3.  Automate Account Health Checkups

Problem:

This being the start of a new year, you’ve probably seen a few articles that suggest now is a great time to check up on the health of your account. But why do this only once per year? If you manage your account actively, there are probably portions that get out of shape all the time, and it’d be useful to know about these opportunities more frequently.

Solution:

Build a script that analyzes account structure. It steps through an entire account and counts the number of keywords, the individual keyword match types, ads and ad groups. Based on triggers that you choose, like the minimum and maximum allowed ad texts per ad group, the script sends an automatic email about account elements that fall outside these boundaries. For example, when it finds an ad group that has more than 20 keywords, it sends an email reminding the team to split this into multiple ad groups.

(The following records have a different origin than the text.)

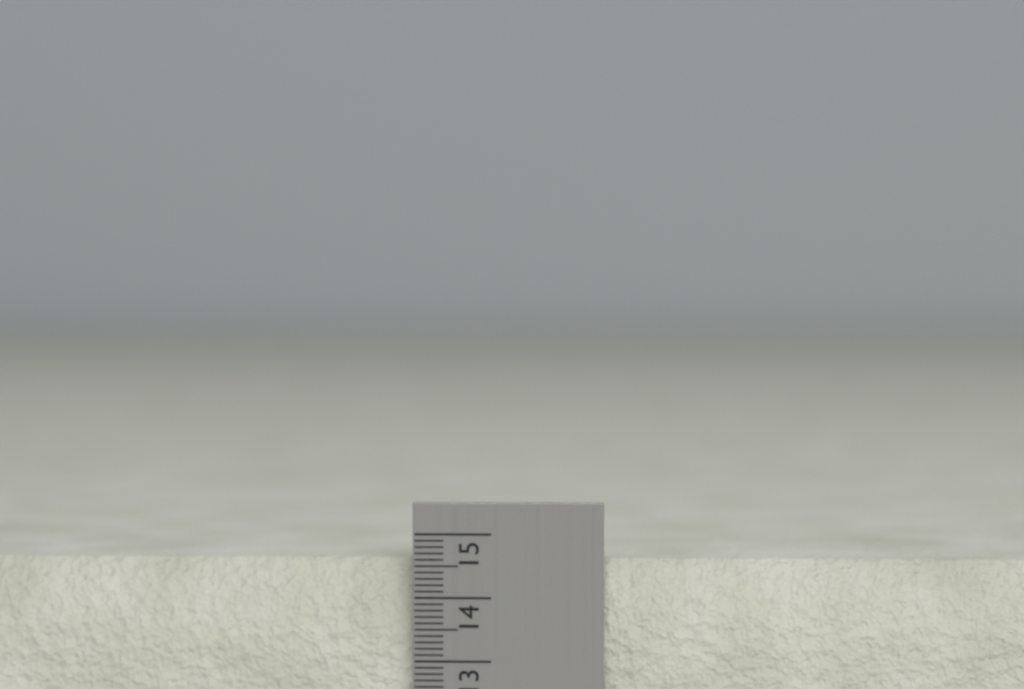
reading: 14.6 cm
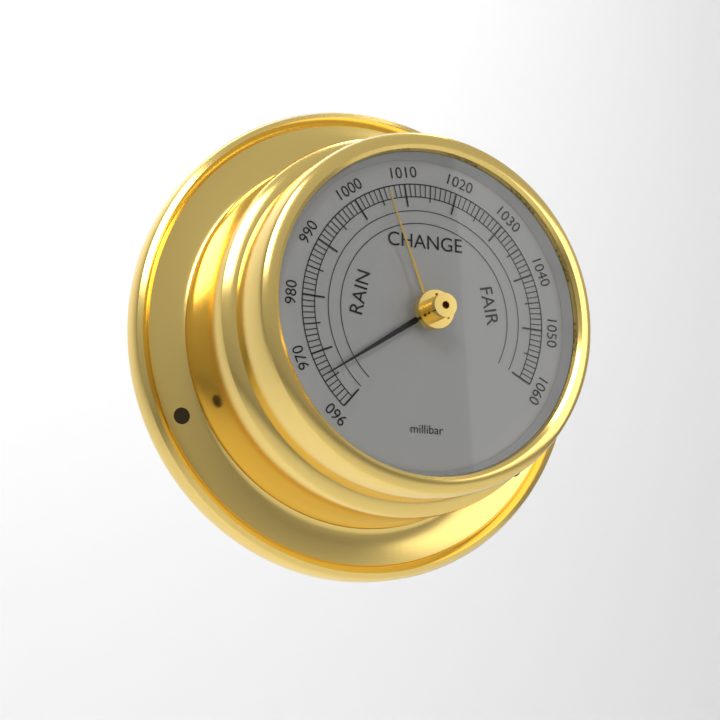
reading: 966 millibar
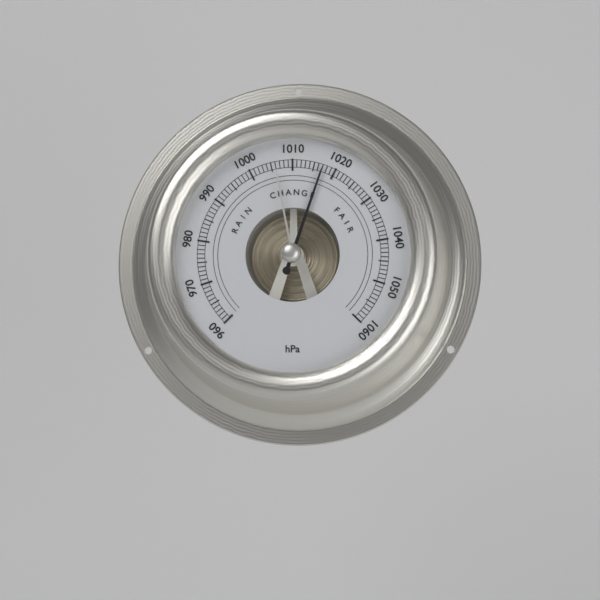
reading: 1017 hPa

4.  Automate Actions For Which No Bulk Action Exists

Problem:

When Google determines an ad is not performing as well as the other variations and starts to serve it less, we like to get rid of that ad and replace it with a new variation to challenge the top performing ad. You can do this by looking for the ad with the lowest percentage served in every ad group.

Unfortunately, there is no report that returns just the lowest performers across an entire account, and even if this existed, you wouldn’t want to delete a low performing ad if it was the last one in an ad group.

We need a solution that analyzes individual ad groups and incorporates some business logic for how many ads we want to keep in each ad group.

Solution:

Build a script that evaluates every ad group individually by analyzing all ad variations’ metrics for percentage served, CTR and conversion rate. Delete or pause the ad with the lowest percentage served but not if that ad’s performance is within 10% of other variations and not if the ad is contributing a larger than expected number of clicks or conversions.

Of course, the script should also not remove the ad if that would leave the ad group with no active ads. If you want to take a look at what the script will do before applying the changes for real, add a switch to run the script in test mode where it reports what it will change before making the change.

These are just a few of the ways I’ve put AdWords Scripts to work on my accounts, allowing me to focus on the things that can’t be automated.


Opinions expressed in this article are those of the guest author and not necessarily Search Engine Land. Staff authors are listed here.


About the author

Frederick Vallaeys
Contributor
Frederick (“Fred”) Vallaeys was one of the first 500 employees at Google where he spent 10 years building Google Ads and teaching advertisers how to get the most out of it as the first Google AdWords Evangelist. Today he is the Cofounder and CEO of Optmyzr, a PPC management SaaS company focused on making search, shopping, and display ads easier to manage with rules, scripts, reports, audits, and more. He is a frequent guest speaker at events where he inspires organizations to be more innovative and use AI and Automation Layering to become better marketers. His latest book, Unlevel the Playing Field, follows his best-seller, Digital Marketing in an AI World.